Publication | Open Access
AI-based diagnosis of COVID-19 patients using X-ray scans with stochastic ensemble of CNNs
26
Citations
34
References
2021
Year
World Health OrganizationConvolutional Neural NetworkEngineeringMachine LearningIntelligent DiagnosticsAutoencodersDiagnosisDisease DetectionCovid-19Image AnalysisData SciencePattern RecognitionStochastic EnsembleRadiologyHealth SciencesMachine VisionMedical ImagingFeature LearningMachine Learning ModelVisual DiagnosisAi-based DiagnosisDeep LearningMedical Image ComputingComputer VisionX-ray ImagesX-ray ScansComputer-aided DiagnosisChest X-ray
According to the World Health Organization (WHO), novel coronavirus (COVID-19) is an infectious disease and has a significant social and economic impact. The main challenge in fighting against this disease is its scale. Due to the outbreak, medical facilities are under pressure due to case numbers. A quick diagnosis system is required to address these challenges. To this end, a stochastic deep learning model is proposed. The main idea is to constrain the deep-representations over a Gaussian prior to reinforce the discriminability in feature space. The model can work on chest X-ray or CT-scan images. It provides a fast diagnosis of COVID-19 and can scale seamlessly. The work presents a comprehensive evaluation of previously proposed approaches for X-ray based disease diagnosis. The approach works by learning a latent space over X-ray image distribution from the ensemble of state-of-the-art convolutional-nets, and then linearly regressing the predictions from an ensemble of classifiers which take the latent vector as input. We experimented with publicly available datasets having three classes: COVID-19, normal and pneumonia yielding an overall accuracy and AUC of 0.91 and 0.97, respectively. Moreover, for robust evaluation, experiments were performed on a large chest X-ray dataset to classify among Atelectasis, Effusion, Infiltration, Nodule, and Pneumonia classes. The results demonstrate that the proposed model has better understanding of the X-ray images which make the network more generic to be later used with other domains of medical image analysis.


- EXERCISE PROMPT
Your answer should be every line below that includes the word "content".

.....

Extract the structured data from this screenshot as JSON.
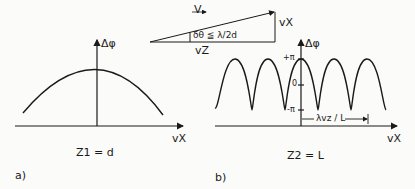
{
  "vector_triangle": {
    "hypotenuse_label": "V",
    "vertical_label": "vX",
    "base_label": "vZ",
    "angle_label": "δθ ≦ λ/2d"
  },
  "panel_a": {
    "y_axis_label": "Δφ",
    "x_axis_label": "vX",
    "condition": "Z1 = d",
    "panel_tag": "a)",
    "curve": "parabola-like single broad maximum centered at vX = 0"
  },
  "panel_b": {
    "y_axis_label": "Δφ",
    "x_axis_label": "vX",
    "y_ticks": [
      "+π",
      "0",
      "-π"
    ],
    "period_label": "λvz / L",
    "condition": "Z2 = L",
    "panel_tag": "b)",
    "curve": "sinusoid oscillating between -π and +π, maximum at vX = 0"
  },
  "colors": {
    "ink": "#1a1a1a",
    "paper": "#fbfbf9"
  }
}
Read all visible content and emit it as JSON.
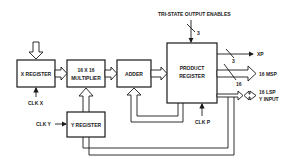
{
  "diagram": {
    "title": "TRI-STATE OUTPUT ENABLES",
    "blocks": {
      "x_register": "X REGISTER",
      "multiplier_line1": "16 X 16",
      "multiplier_line2": "MULTIPLIER",
      "adder": "ADDER",
      "product_register_line1": "PRODUCT",
      "product_register_line2": "REGISTER",
      "y_register": "Y REGISTER"
    },
    "clocks": {
      "clk_x": "CLK X",
      "clk_y": "CLK Y",
      "clk_p": "CLK P"
    },
    "bus_widths": {
      "enables": "3",
      "xp": "3",
      "msp": "16"
    },
    "outputs": {
      "xp": "XP",
      "msp": "16 MSP",
      "lsp_line1": "16 LSP",
      "lsp_line2": "Y INPUT"
    }
  }
}
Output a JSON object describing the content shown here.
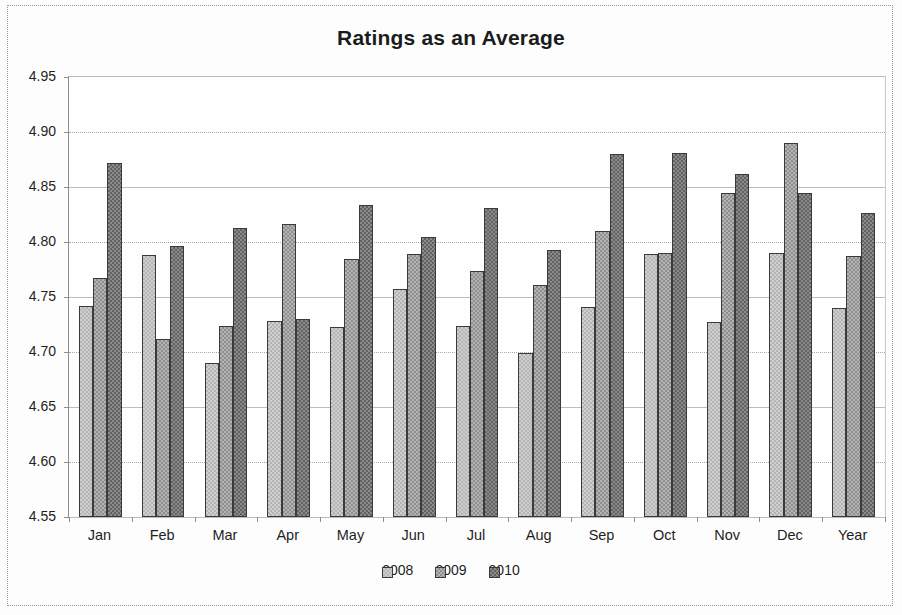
{
  "chart_data": {
    "type": "bar",
    "title": "Ratings as an Average",
    "xlabel": "",
    "ylabel": "",
    "ylim": [
      4.55,
      4.95
    ],
    "ytick_step": 0.05,
    "ytick_labels": [
      "4.95",
      "4.90",
      "4.85",
      "4.80",
      "4.75",
      "4.70",
      "4.65",
      "4.60",
      "4.55"
    ],
    "grid": true,
    "legend_position": "bottom",
    "categories": [
      "Jan",
      "Feb",
      "Mar",
      "Apr",
      "May",
      "Jun",
      "Jul",
      "Aug",
      "Sep",
      "Oct",
      "Nov",
      "Dec",
      "Year"
    ],
    "series": [
      {
        "name": "2008",
        "color": "#cfcfcf",
        "values": [
          4.742,
          4.788,
          4.69,
          4.728,
          4.723,
          4.757,
          4.724,
          4.699,
          4.741,
          4.789,
          4.727,
          4.79,
          4.74
        ]
      },
      {
        "name": "2009",
        "color": "#b3b3b3",
        "values": [
          4.767,
          4.712,
          4.724,
          4.816,
          4.785,
          4.789,
          4.774,
          4.761,
          4.81,
          4.79,
          4.845,
          4.89,
          4.787
        ]
      },
      {
        "name": "2010",
        "color": "#8a8a8a",
        "values": [
          4.872,
          4.796,
          4.813,
          4.73,
          4.834,
          4.805,
          4.831,
          4.793,
          4.88,
          4.881,
          4.862,
          4.845,
          4.826
        ]
      }
    ]
  },
  "legend": {
    "items": [
      {
        "label": "2008"
      },
      {
        "label": "2009"
      },
      {
        "label": "2010"
      }
    ]
  }
}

.....

- OUTPUT BELOW
Read all visible content and emit it as JSON.
Output a JSON object describing the content shown here.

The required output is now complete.